Universal Church of the Way and its Virtue 善人道 Shànréndào | |
---|---|
Type | Confucian-Taoism Church |
Classification | Chinese salvationist religion |
Founder | Jiang Shoufeng |
Origin | 28 September 1921 Tai'an, Shandong |
Members | 1930s: 8 million (25% of Northeast China's population)[1] |
Other name(s) | World Morality Society / Ethical Society |
Part of a series on |
Chinese folk religion |
---|
Shanrendao (Chinese: 善人道; pinyin: Shànréndào; lit. 'Way of the Virtuous Man') is a Confucian-Taoist religious movement in northeast China. Its name as a social body is the Universal Church of the Way and its Virtue (万国道德会; Wànguó Dàodéhuì) or simply the Church of the Way and its Virtue (道德会; Dàodéhuì), which is frequently translated as the Morality Church. Shanrendao can be viewed as one of the best examples of the jiaohua (教化; jiàohuà; 'spiritual transformation') movements.[2]
It is one of the most prominent religions of redemption of China,[3] and was formally established as the Universal Church of the Way and its Virtue in Shandong in 1921 by Jiang Shoufeng (1875–1926), a member of the Confucian Church (孔教会; Kǒngjiàohuì) of Kang Youwei.[4] Kang Youwei himself was the president of the church during the last year of his life.[4] The movement was concerned with a reconstitution of morality, at a time in which people no longer understood what morality means because of the decline of religion.[4] By the 1930s the religion had a strong presence in Manchuria,[5] where it persists to the present day.[6]: 10 [7][8]
A great contribution came from Jiang Shoufeng's son, Jiang Xizhang (1907–2004), an intellectual prodigy who composed commentaries on the Confucian classics before the age of ten.[9] Father and son composed vernacular versions of the classics in order to disseminate Confucianism among the Chinese masses.[9] After the World War I, Xizhang wrote a leaflet, the Xizhanlun with anti-war teachings inspired by the content of the world religions.[9]
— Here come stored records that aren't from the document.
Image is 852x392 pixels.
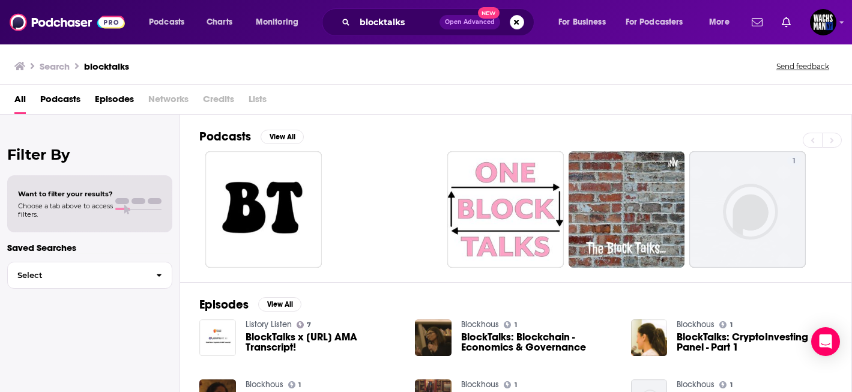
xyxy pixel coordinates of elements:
span: Podcasts [149,14,184,31]
a: Listory Listen [246,320,292,330]
a: 7 [297,321,312,329]
button: open menu [618,13,701,32]
a: 1 [720,381,733,389]
a: EpisodesView All [199,297,302,312]
button: Show profile menu [810,9,837,35]
span: 1 [730,323,733,328]
button: open menu [550,13,621,32]
span: Lists [249,90,267,114]
a: Charts [199,13,240,32]
span: 1 [299,383,301,388]
a: Show notifications dropdown [747,12,768,32]
button: open menu [701,13,745,32]
a: PodcastsView All [199,129,304,144]
a: Show notifications dropdown [777,12,796,32]
a: Episodes [95,90,134,114]
button: open menu [141,13,200,32]
button: Open AdvancedNew [440,15,500,29]
a: 1 [504,321,517,329]
a: Blockhous [461,320,499,330]
span: Choose a tab above to access filters. [18,202,113,219]
span: For Business [559,14,606,31]
span: Charts [207,14,232,31]
span: Open Advanced [445,19,495,25]
a: 1 [504,381,517,389]
a: Blockhous [246,380,284,390]
button: Send feedback [773,61,833,71]
a: BlockTalks x CryptoArt.Ai AMA Transcript! [246,332,401,353]
span: Want to filter your results? [18,190,113,198]
a: Blockhous [461,380,499,390]
a: Podcasts [40,90,80,114]
span: Monitoring [256,14,299,31]
p: Saved Searches [7,242,172,253]
span: For Podcasters [626,14,684,31]
span: More [709,14,730,31]
button: Select [7,262,172,289]
a: BlockTalks: Blockchain - Economics & Governance [461,332,617,353]
input: Search podcasts, credits, & more... [355,13,440,32]
div: Open Intercom Messenger [812,327,840,356]
span: 1 [515,323,517,328]
span: BlockTalks x [URL] AMA Transcript! [246,332,401,353]
span: 7 [307,323,311,328]
h2: Filter By [7,146,172,163]
button: View All [261,130,304,144]
div: Search podcasts, credits, & more... [333,8,546,36]
img: Podchaser - Follow, Share and Rate Podcasts [10,11,125,34]
span: New [478,7,500,19]
h2: Podcasts [199,129,251,144]
a: Blockhous [677,380,715,390]
a: All [14,90,26,114]
img: BlockTalks: Blockchain - Economics & Governance [415,320,452,356]
h2: Episodes [199,297,249,312]
a: 1 [288,381,302,389]
h3: Search [40,61,70,72]
button: open menu [247,13,314,32]
h3: blocktalks [84,61,129,72]
a: 1 [720,321,733,329]
a: BlockTalks: CryptoInvesting Panel - Part 1 [677,332,833,353]
span: 1 [792,156,797,168]
a: 1 [788,156,801,166]
img: BlockTalks x CryptoArt.Ai AMA Transcript! [199,320,236,356]
img: User Profile [810,9,837,35]
span: 1 [515,383,517,388]
span: Networks [148,90,189,114]
button: View All [258,297,302,312]
span: 1 [730,383,733,388]
span: Logged in as WachsmanNY [810,9,837,35]
img: BlockTalks: CryptoInvesting Panel - Part 1 [631,320,668,356]
a: 1 [690,151,806,268]
a: Blockhous [677,320,715,330]
span: Select [8,272,147,279]
span: Credits [203,90,234,114]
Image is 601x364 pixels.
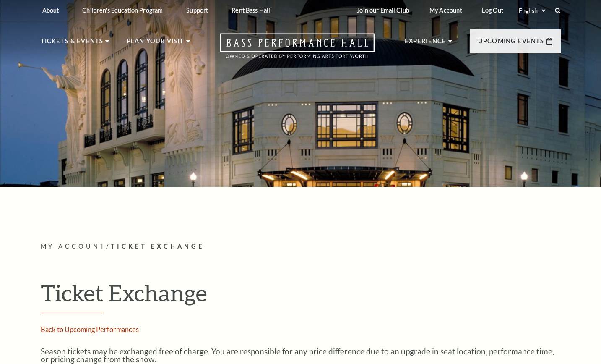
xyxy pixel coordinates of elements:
p: Plan Your Visit [127,36,184,51]
p: Rent Bass Hall [232,7,270,14]
h1: Ticket Exchange [41,279,561,313]
p: About [43,7,59,14]
span: My Account [41,243,107,250]
p: Upcoming Events [478,36,544,51]
p: Experience [405,36,447,51]
p: Season tickets may be exchanged free of charge. You are responsible for any price difference due ... [41,347,561,363]
select: Select: [517,7,547,15]
p: Tickets & Events [41,36,104,51]
p: Support [186,7,208,14]
a: Back to Upcoming Performances [41,325,139,333]
p: Children's Education Program [82,7,163,14]
p: / [41,241,561,252]
span: Ticket Exchange [111,243,205,250]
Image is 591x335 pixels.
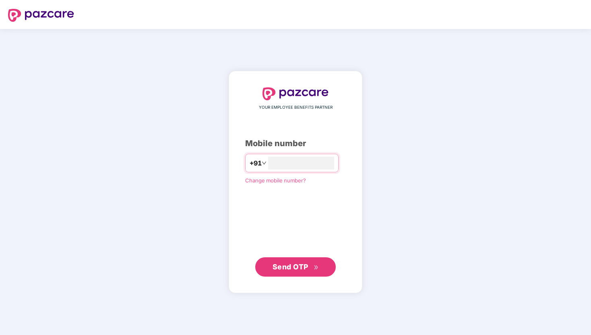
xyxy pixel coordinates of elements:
[249,158,261,168] span: +91
[8,9,74,22] img: logo
[262,87,328,100] img: logo
[261,161,266,165] span: down
[313,265,319,270] span: double-right
[255,257,335,276] button: Send OTPdouble-right
[245,137,346,150] div: Mobile number
[272,262,308,271] span: Send OTP
[259,104,332,111] span: YOUR EMPLOYEE BENEFITS PARTNER
[245,177,306,183] a: Change mobile number?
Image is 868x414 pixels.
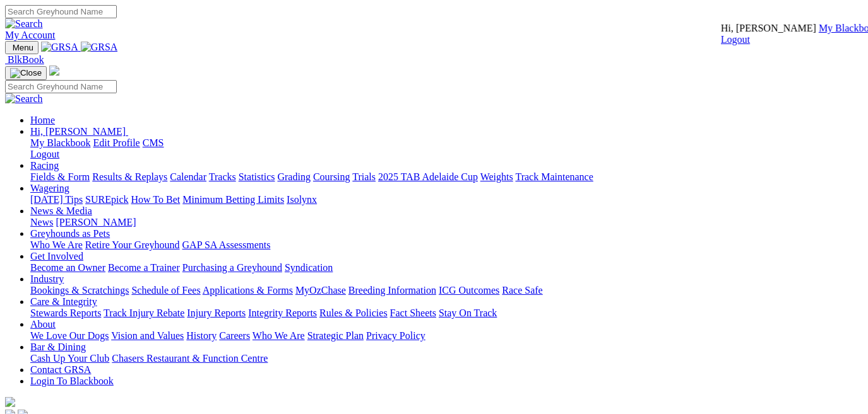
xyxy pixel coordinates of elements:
a: Calendar [169,172,206,183]
div: Racing [30,172,863,183]
div: About [30,330,863,342]
a: [PERSON_NAME] [56,217,135,227]
a: Isolynx [287,194,316,205]
span: Hi, [PERSON_NAME] [721,22,817,33]
a: Get Involved [30,251,83,261]
a: CMS [143,138,164,149]
a: Integrity Reports [248,308,316,319]
a: Careers [219,330,250,341]
a: Trials [352,172,375,183]
img: logo-grsa-white.png [5,397,15,407]
div: Greyhounds as Pets [30,240,863,251]
a: Wagering [30,183,70,193]
span: Hi, [PERSON_NAME] [30,126,125,137]
a: Login To Blackbook [30,376,114,387]
a: Retire Your Greyhound [86,240,180,251]
img: Search [5,93,43,105]
a: Logout [721,34,750,45]
a: Become a Trainer [108,262,180,273]
a: Who We Are [30,240,83,251]
span: BlkBook [7,54,44,65]
a: [DATE] Tips [30,194,83,205]
a: Weights [480,172,513,183]
a: Racing [30,160,59,171]
a: Coursing [313,172,351,183]
a: Cash Up Your Club [30,353,109,363]
a: Purchasing a Greyhound [183,262,282,273]
img: Search [5,18,43,30]
button: Toggle navigation [5,41,38,54]
a: News [30,217,53,227]
img: logo-grsa-white.png [49,66,59,75]
a: Schedule of Fees [131,285,200,295]
a: My Account [5,30,56,41]
a: Tracks [209,172,236,183]
a: Greyhounds as Pets [30,228,110,239]
a: Minimum Betting Limits [183,194,284,205]
a: Vision and Values [111,330,184,341]
a: Bar & Dining [30,342,86,353]
a: Breeding Information [348,285,436,295]
a: Home [30,114,55,125]
a: Stewards Reports [30,308,101,319]
a: ICG Outcomes [439,285,499,295]
a: Privacy Policy [366,330,425,341]
input: Search [5,80,117,93]
a: MyOzChase [296,285,346,295]
img: GRSA [41,41,78,53]
a: SUREpick [86,194,128,205]
a: Edit Profile [93,138,140,149]
a: Hi, [PERSON_NAME] [30,126,128,137]
a: Fact Sheets [390,308,436,319]
a: Logout [30,149,59,159]
a: GAP SA Assessments [183,240,271,251]
a: How To Bet [131,194,180,205]
a: BlkBook [5,54,44,65]
a: Become an Owner [30,262,105,273]
a: Chasers Restaurant & Function Centre [112,353,267,363]
a: Results & Replays [92,172,167,183]
div: Industry [30,285,863,296]
a: Bookings & Scratchings [30,285,129,295]
div: Wagering [30,194,863,206]
a: Race Safe [502,285,542,295]
a: Who We Are [253,330,305,341]
a: Contact GRSA [30,364,91,375]
a: History [186,330,217,341]
a: Injury Reports [187,308,246,319]
a: Statistics [238,172,275,183]
button: Toggle navigation [5,66,47,80]
a: 2025 TAB Adelaide Cup [378,172,478,183]
div: Care & Integrity [30,308,863,319]
div: Hi, [PERSON_NAME] [30,138,863,160]
a: Strategic Plan [307,330,364,341]
img: Close [10,68,42,78]
a: Rules & Policies [320,308,388,319]
a: About [30,319,56,329]
a: News & Media [30,206,92,217]
a: Applications & Forms [203,285,293,295]
span: Menu [12,43,33,52]
a: Track Maintenance [516,172,593,183]
a: My Blackbook [30,138,91,149]
a: Stay On Track [439,308,497,319]
a: Grading [277,172,311,183]
a: Syndication [285,262,332,273]
a: Industry [30,274,64,285]
img: GRSA [81,41,118,53]
a: Care & Integrity [30,296,97,307]
div: Bar & Dining [30,353,863,364]
div: News & Media [30,217,863,228]
input: Search [5,5,117,18]
a: Track Injury Rebate [104,308,184,319]
div: Get Involved [30,262,863,274]
a: We Love Our Dogs [30,330,109,341]
a: Fields & Form [30,172,90,183]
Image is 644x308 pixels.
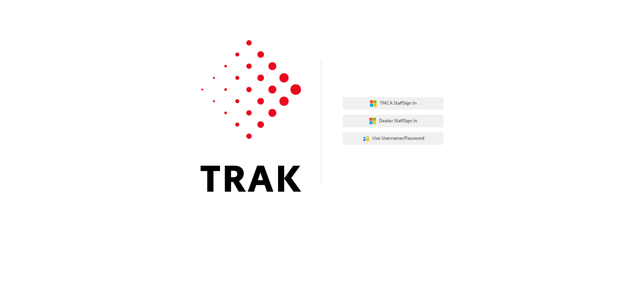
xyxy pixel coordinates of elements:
[343,98,443,110] button: TMCA StaffSign In
[380,99,417,107] span: TMCA Staff Sign In
[379,117,417,125] span: Dealer Staff Sign In
[343,132,443,145] button: Use Username/Password
[373,135,425,143] span: Use Username/Password
[201,40,302,192] img: Trak
[343,115,443,127] button: Dealer StaffSign In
The strongest impetus in the social importance of the movement, however, came from Wang Fengyi (王凤仪; 1864–1937), a charismatic healer and preacher of peasant origins who led the Universal Church of the Way and its Virtue in the 1930s.[10] He is celebrated as a peasant saint throughout northeast China, a shànrén (善人; 'virtuous man') with the epithet "Wang the Good"[11] or "Virtuous King" (王善人), a wordplay as his surname means "king" or "ruler".[2]